Material passport

From Wikipedia, the free encyclopedia

A material passport is a digital document listing all the materials that are included in a product or construction during its life cycle in order to facilitate strategizing circularity decisions in supply chain management.[1] Passports generally consists of a set of data describing defined characteristics of materials in products, which enables the identification of value for recovery, recycling and re-use.[2] These passports have been adopted as a best practice for business process analysis and improvement in the widely applied supply chain operation reference (SCOR) by the association for supply chain management.[3]

The core idea behind the concept is that a material passport will contribute to a more circular economy, in which materials are being recovered, recycled and/or re-used in an open-traded material market. The concept of the 'material passport’ is currently being developed by multiple parties in primarily European countries. Such a passport could make possible second-hand material markets or material banks in the future.

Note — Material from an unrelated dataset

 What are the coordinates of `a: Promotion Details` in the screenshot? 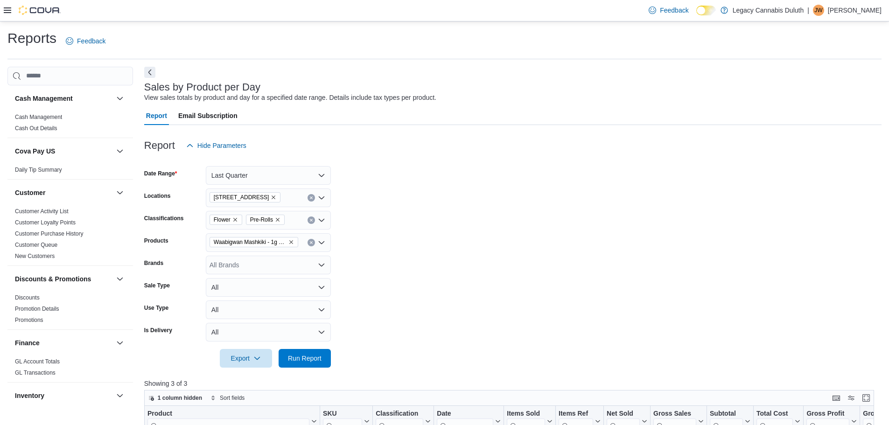 It's located at (37, 309).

Similar types of passports for the circular economy are being developed by several parties under a variety of terminology.[1] Other names for the material passport are:

Closely related concepts, which share some of the life cycle registrations that passports also support, are the bill of materials, product life cycle management, digital twin, and ecolabels. The key difference in these concepts is that a passport provides an identity of a single identifiable object and acts as a certified interface to all life-cycle registrations a product is concerned with.[1]